Skinner’s novel is an experiment using his knowledge on naturalism to create a utopian society. Unlike Gilman’s anti-essentialist, ironist utopia, Skinner takes a metaphysical approach by assuming that “behaviour is part of nature”. Frazier’s persona gives Skinner a fictional framework for him to demonstrate how his ideas would work. Walden Two hence not a “blueprint for the ideal society” (Barnhill 214), but an experiment on how naturalism could be applied to American society to achieve social progress. While Herland and Walden Two differ in their approaches, both have the shared goal of bettering American society.
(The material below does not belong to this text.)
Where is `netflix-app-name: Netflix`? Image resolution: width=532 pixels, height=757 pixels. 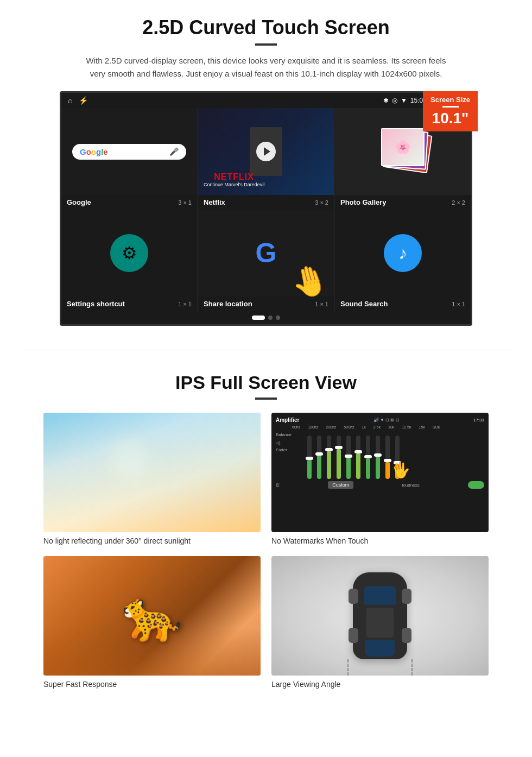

In conclusion, we see that utopian literature seeks to improve society through a form of “social dreaming”. Gilman’s Herland takes a Rortyian approach by imagining a society of women invaded by men. By creating a fictional society, she allows the reader to compare it with American society, exposing the hypocrisy in American culture regarding women’s rights. Gilman makes apparent the power structures which dominate women, without which the reader may not be aware of as they do not possess “the right vocabulary”. Skinner’s Walden Two uses a metaphysical approach to imagine solutions for American society. Skinner’s naturalism assumes aspects of human nature and works around them to create a better society. Walden Two is a critical utopia, evidenced by its self-reflexivity.

Both novels encourage readers to participate in the discourse by interacting with the ideas presented in the novels. Regardless of their approach, both Gilman and Skinner created their imagined worlds out of a need to create a better American society.

2098 words

Works Cited

Altus, Deborah E, and Edward K Morris. “B. F. Skinner’s Utopian Vision: Behind and Beyond Walden Two.” The Behavior analyst vol. 32,2 (2009): 319-35. doi:10.1007/BF03392195

BARNHILL, DAVID LANDIS, and EZRA ZEITLER. “Critical Utopianism and Bioregional Ecocriticism.” The Bioregional Imagination: Literature, Ecology, and Place, edited by TOM LYNCH et al., University of Georgia Press, 2012, pp. 212–25. JSTOR, http://www.jstor.org/stable/j.ctt46nnf7.17. Accessed 15 Nov. 2022.

Gilman, Charlotte Perkins. Herland. Dover Publications, 1998.

LANCASTER, ASHLIE. “Instantiating Critical Utopia.” Utopian Studies, vol. 11, no. 1, 2000, pp. 109–19. JSTOR, http://www.jstor.org/stable/25702460. Accessed 15 Nov. 2022.

Levin, Mark R. Rediscovering Americanism: And The Tyranny of Progressivism, Threshold Editions, New York, 2018.

Rorty, Richard. “Private Irony and Liberal Hope.” Contingency, Irony, and Solidarity. Cambridge: Cambridge UP, 1989. 73-95. Print.

Skinner, B.F. Walden Two. New York: Macmillan; 1948.